PRE2017 3 Group8 Research on the decision making system
We must match a user with a question. For this we must use the knowledge we (the system) have.
What we know of the user:
- Some measure for how skilled they are at certain types of questions based on previous questions answered
- How long they have been answering questions for
- At which speed they are answering questions
- How good they are at answering questions right now (relative to their estimated skill)
The last 3 things could be used to detect that the user is currently in a state of flow and can for example be asked more difficult questions.
What we know of each question:
- A category (set manually or automatically) (We can limit our system to 1 category for the sake of the prototype)
- It is possible to have multiple categories per question (each individual thing a person has to know to answer a question)
- A measure of difficulty (based on other people answering the question) . Having this automated has the additional benefit of telling us which questions people find most difficult. The downside is that the system has to learn the difficulties before it becomes effective which can be partially solved by starting with a default value.
- The speed of the question being answered relative to the ratio of it being answered correctly: for example a trick question would be answered incorrectly a lot despite being answered relatively fast. This can also be used to see if maybe a user should just take more time to think or if they should have been able to answer it sooner.
For a person to have mastered the subject in question they must be able to answered most question correctly so our performance measure for the users should be based on this.
Our system could work something like this:
- The score a user has for every category starts at 100
- When a user answers a question correctly/incorrectly their score goes down/up based on the difficulty score of the question.
- When the score for a category reaches 0 they no longer get asked questions in that category
The above things are only the basics, how a questions gets chosen and how the scores change is something that there is no 1 obvious choice for so from here the proposed rules are all options and do not all have to be chosen
The score of a question can be the percentage of times it gets answered correctly. With this we can propose the following system for choosing the questions:
- Choose a question with a category for which the users score is the lowest , ask multiple questions with this category in a row.
- Do not choose a question that has been answered correctly before
- Do not choose a question that has been answered incorrectly recently
- Specifically ask a question again that was answered incorrectly earlier (when the user should definitely know the answer now)
- Choose the question for which the score is closest to the score of the user
- If a question with multiple categories is answered incorrectly ask questions that have only one of these category to find out which category(sub problem) is the problem, if all of these are answered correctly ask another question with all these categories combined.
For Changing the users score:
Correct answer:
- When a question is answered correctly subtract some constant c from the score
- Subtract additional points for multiple correct answers in a row
- Subtract more points for a more difficult question being answered
- Subtract more points for a quick answer (relative to the users average speed compared to the global average for other users for that question)
Incorrect answer:
- Add more points of score recently went up by a lot (this question was much more difficult than the previous ones)
General notes:
- The actual numbers should be fine-tuned based on how long it should take to master questions in a category.
- When looking at the speeds for answers being given we should filter out outliers (someone leaves a question open for 1 hour while doing something else)
- Some things the system does should be visible to teachers. Things like the questions and questions categories which individual students find most difficult as well as the ones that are most difficult universally among all students are useful for teachers to know.
- Faulty questions will be answered ‘correctly’ approximately 0% of the time which means they can be filtered out automatically.
From literature:
Search terms?
- Computer adaptive test (Mentionioned on the moodle forum (2010) https://moodle.org/mod/forum/discuss.php?d=159682 )
- The forum mentions http://carla.umn.edu/assessment/CATfaq.html and http://echo.edres.org:8080/scripts/cat/catdemo.htm (Lawrence M. Rudner)
The second link describes a system that works similarly to the one described above. Their system works as follows:
- All the items that have not yet been administered are evaluated to determine which will be the best one to administer next given the currently estimated ability level
- The "best" next item is administered and the examinee responds
- A new ability estimate is computed based on the responses to all of the administered items.
- Steps 1 through 3 are repeated until a stopping criterion is met.
It describes a more complicated way of choosing questions which is backed up with statistics (which question should theoretically give us the most information about the users skill level). This does not take into account the psychological effects of the difficulty of the questions and is geared towards determining the skill level of people as opposed to increasing it.
I propose we use an established system as described above to determine skill levels but adapt it so that it also will try to train the students on their weak points and motivate them by asking the right questions at the right times. The speed at which the questions get answered is something that we can also consider taking into account (speed is not considered in the mentioned existing system).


**Work instruction:** From the records below, copy the lines that include "right".
───── Data
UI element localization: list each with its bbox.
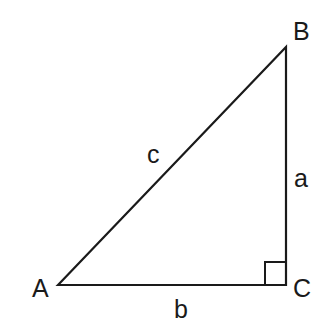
side-label-c: c xyxy=(147,140,160,168)
vertex-label-c: C xyxy=(293,274,311,302)
side-label-a: a xyxy=(294,164,308,192)
right-angle-marker xyxy=(265,262,286,285)
vertex-label-b: B xyxy=(293,17,310,45)
vertex-label-a: A xyxy=(32,274,49,302)
triangle-abc xyxy=(58,47,286,285)
side-label-b: b xyxy=(174,295,188,323)
right-triangle-diagram: A B C a b c xyxy=(0,0,329,331)
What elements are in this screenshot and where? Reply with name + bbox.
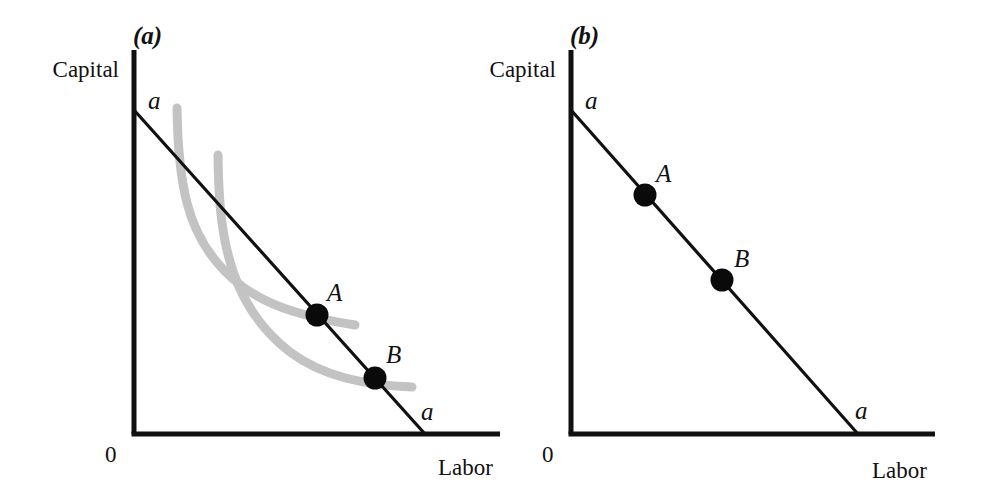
economics-diagram-canvas: (a) Capital Labor 0 a a A B (b) Capital … (0, 0, 981, 497)
panel-a-isoquant-lower (218, 155, 412, 387)
panel-b-isocost-bottom-label: a (855, 397, 868, 424)
panel-a-isocost-top-label: a (148, 87, 161, 114)
panel-a-origin-label: 0 (105, 442, 117, 467)
panel-a-caption: (a) (133, 22, 162, 50)
figure-root: (a) Capital Labor 0 a a A B (b) Capital … (0, 0, 981, 497)
panel-a-group: (a) Capital Labor 0 a a A B (53, 22, 500, 480)
panel-b-point-b-label: B (734, 245, 749, 272)
panel-b-point-a-label: A (654, 160, 672, 187)
panel-a-point-a-dot (306, 304, 329, 327)
panel-b-capital-axis-label: Capital (490, 57, 556, 82)
panel-a-point-b-dot (364, 367, 387, 390)
panel-a-labor-axis-label: Labor (438, 455, 493, 480)
panel-b-caption: (b) (570, 22, 599, 50)
panel-b-labor-axis-label: Labor (872, 458, 927, 483)
panel-b-isocost-top-label: a (585, 87, 598, 114)
panel-a-point-a-label: A (325, 279, 343, 306)
panel-b-point-a-dot (634, 184, 657, 207)
panel-a-isocost-bottom-label: a (421, 398, 434, 425)
panel-b-point-b-dot (711, 269, 734, 292)
panel-b-group: (b) Capital Labor 0 a a A B (490, 22, 935, 483)
panel-a-point-b-label: B (386, 341, 401, 368)
panel-b-origin-label: 0 (542, 442, 554, 467)
panel-a-capital-axis-label: Capital (53, 57, 119, 82)
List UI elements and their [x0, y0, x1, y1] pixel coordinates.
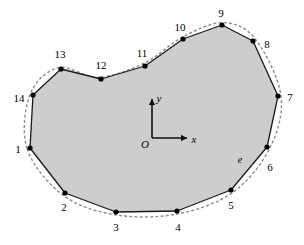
node-marker-6[interactable]	[264, 144, 269, 149]
polygon-region	[30, 25, 278, 212]
edge-label-e: e	[238, 155, 242, 165]
node-marker-10[interactable]	[180, 36, 185, 41]
node-label-5: 5	[228, 200, 234, 211]
node-label-14: 14	[14, 93, 25, 104]
node-label-8: 8	[264, 39, 270, 50]
axis-label-y: y	[157, 93, 162, 104]
node-label-3: 3	[113, 222, 119, 233]
node-marker-7[interactable]	[275, 93, 280, 98]
origin-label: O	[141, 139, 149, 150]
node-label-9: 9	[218, 8, 224, 19]
node-label-2: 2	[61, 202, 67, 213]
axis-label-x: x	[192, 134, 197, 145]
node-label-12: 12	[96, 60, 107, 71]
node-label-6: 6	[267, 162, 273, 173]
node-marker-3[interactable]	[113, 209, 118, 214]
node-label-11: 11	[137, 48, 148, 59]
polygon-diagram	[0, 0, 304, 245]
node-marker-11[interactable]	[142, 63, 147, 68]
node-label-1: 1	[15, 144, 21, 155]
node-marker-1[interactable]	[27, 145, 32, 150]
node-marker-13[interactable]	[58, 66, 63, 71]
node-marker-14[interactable]	[30, 92, 35, 97]
node-marker-8[interactable]	[250, 38, 255, 43]
node-label-10: 10	[175, 22, 186, 33]
node-label-7: 7	[287, 92, 293, 103]
polygon-outline	[30, 25, 278, 212]
figure-canvas: 1234567891011121314 x y O e	[0, 0, 304, 245]
node-label-13: 13	[55, 49, 66, 60]
node-label-4: 4	[175, 222, 181, 233]
node-marker-12[interactable]	[98, 76, 103, 81]
node-marker-4[interactable]	[174, 208, 179, 213]
node-marker-2[interactable]	[62, 190, 67, 195]
node-marker-5[interactable]	[228, 187, 233, 192]
node-marker-9[interactable]	[219, 22, 224, 27]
──────────
**Task response:**
right-angle-marker xyxy=(265,262,286,285)
right-triangle-diagram: A B C a b c xyxy=(0,0,329,331)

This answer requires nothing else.